It was 12th-grade math class. As the teacher droned, I had my textbook open - to the latest copy of Mad magazine. So engrossed was I in the spoof rag tucked inside my textbook that I didn't notice that the teacher had materialized beside me.
We stared at each other for several seconds before she turned and walked away. She said nothing. Nada. Zilch.
Believe it or not, I thought that meant she liked me. It took years for me to realize that her indifference meant that she cared not one whit whether I learned anything in her class. The information was being taught and was available if I'd been amenable to learning it, but she was making no special effort to ensure that I did.
Was it her responsibility? Or was it mine?
What has me thinking about Mad magazine, high school math and indifferent teachers was the e-mail message sent last week by Daniel Coleman, president of the Raleigh-Wake Citizens Association, to members of that group. Coleman committed what, to many, amounted to blasphemy when he stated that the busing-for-socioeconomic-diversity policy, which so many are fighting so hard to restore, has not been a panacea to the education woes afflicting many poor and minority children.
"They are not only failing, but the scores are the lowest of all scores," he wrote. "We have to ask ourselves, Where is the benefit of an assignment policy based on economic diversity when the end result produces the worse scores in the system?" EGADS!
Calla Wright of the Coalition of Concerned Citizens for African American Children accused Coleman of being "out of touch" and, worse, of wishing "to condemn our most vulnerable children to a second-class education."
Fiddlesticks, Coleman said. "I've known Calla since she was a little girl," he said. "We grew up on the same street, and I'm proud that she's willing to be a leader and speak out. ... I'm disappointed that she's not willing to look at the data" concerning busing and performance.
Nobody can think that "neighborhood schools" and the inherent inequality that derives from them are the solution, but as I proved lo those many years ago, you can sit a kid in a new building next to rich kids of any color - and he won't learn a thing unless he wants to and gets encouragement from home.
You know who said he agrees with that last point? The Rev. William Barber, president of the state's NAACP chapter, that's who. Of course, when the Rev. Barber is mostly shown on TV going to jail and commandeering a board member's seat, it's hard for many to appreciate nuance in his argument.
Barber spoke of the need for parental involvement, smaller class sizes and better teachers. "We've never argued that diversity is a cure-all," he said, "but there is no debating that anti-diversity is the same as anti-excellence in education."
You know what else can't be debated? Whether it's in a school across town or across the street, kids need teachers who won't turn away when they catch them reading Mad magazine in math class. And parents who'll ensure that they don't.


### EXERCISE OBJECTIVE
Among the lines below, which ones contain the word "Fertility"? Copy every such line.

[Items from a figure collection]
::::::
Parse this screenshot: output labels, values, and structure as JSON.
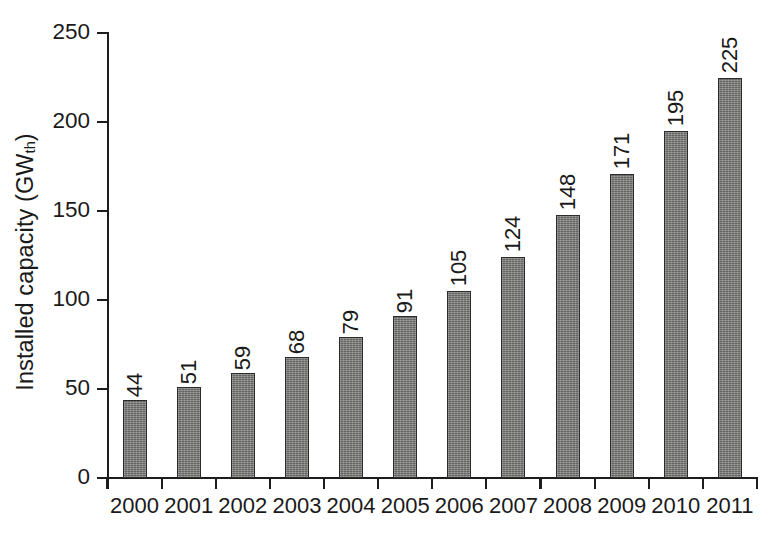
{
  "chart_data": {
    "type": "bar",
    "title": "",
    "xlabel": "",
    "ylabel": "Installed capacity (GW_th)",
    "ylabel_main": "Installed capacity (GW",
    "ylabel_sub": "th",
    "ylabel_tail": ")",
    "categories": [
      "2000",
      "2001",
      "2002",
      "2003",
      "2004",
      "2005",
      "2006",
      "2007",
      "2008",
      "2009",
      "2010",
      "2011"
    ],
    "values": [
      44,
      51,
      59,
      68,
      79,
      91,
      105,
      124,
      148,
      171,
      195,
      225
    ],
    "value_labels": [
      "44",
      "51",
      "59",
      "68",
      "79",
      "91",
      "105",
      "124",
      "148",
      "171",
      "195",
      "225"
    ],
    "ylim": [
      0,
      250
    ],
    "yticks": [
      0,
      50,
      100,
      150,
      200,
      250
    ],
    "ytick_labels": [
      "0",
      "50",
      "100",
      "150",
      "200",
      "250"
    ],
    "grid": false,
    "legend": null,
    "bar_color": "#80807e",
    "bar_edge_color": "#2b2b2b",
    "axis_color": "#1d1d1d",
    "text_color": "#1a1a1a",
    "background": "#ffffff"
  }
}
::::::
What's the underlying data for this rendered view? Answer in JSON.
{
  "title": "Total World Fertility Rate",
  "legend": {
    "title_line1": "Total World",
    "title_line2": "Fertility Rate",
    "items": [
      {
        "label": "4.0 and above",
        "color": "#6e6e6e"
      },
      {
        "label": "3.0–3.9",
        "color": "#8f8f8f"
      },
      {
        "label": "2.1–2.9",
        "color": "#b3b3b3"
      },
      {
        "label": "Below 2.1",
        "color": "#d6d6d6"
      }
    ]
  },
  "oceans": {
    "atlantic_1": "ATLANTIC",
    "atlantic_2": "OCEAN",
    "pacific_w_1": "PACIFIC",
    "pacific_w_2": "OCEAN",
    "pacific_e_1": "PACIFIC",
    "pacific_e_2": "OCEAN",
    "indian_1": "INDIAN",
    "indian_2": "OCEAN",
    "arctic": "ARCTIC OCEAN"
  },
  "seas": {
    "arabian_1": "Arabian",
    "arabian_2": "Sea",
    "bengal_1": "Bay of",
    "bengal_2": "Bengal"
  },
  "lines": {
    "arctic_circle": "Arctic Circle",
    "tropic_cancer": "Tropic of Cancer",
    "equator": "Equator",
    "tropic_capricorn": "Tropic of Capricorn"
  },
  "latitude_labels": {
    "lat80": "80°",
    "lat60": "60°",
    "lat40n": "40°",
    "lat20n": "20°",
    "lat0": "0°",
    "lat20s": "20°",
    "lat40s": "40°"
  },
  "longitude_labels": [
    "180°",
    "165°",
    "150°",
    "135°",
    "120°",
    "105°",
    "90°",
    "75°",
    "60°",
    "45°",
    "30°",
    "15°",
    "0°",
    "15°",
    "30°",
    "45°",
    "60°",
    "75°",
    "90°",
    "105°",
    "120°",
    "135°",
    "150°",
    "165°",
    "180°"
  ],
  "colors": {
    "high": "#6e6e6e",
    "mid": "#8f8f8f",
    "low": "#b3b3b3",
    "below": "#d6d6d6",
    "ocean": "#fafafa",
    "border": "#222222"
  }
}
::::::
### RESPONSE AREA
  "title": "Total World Fertility Rate",
    "title_line2": "Fertility Rate",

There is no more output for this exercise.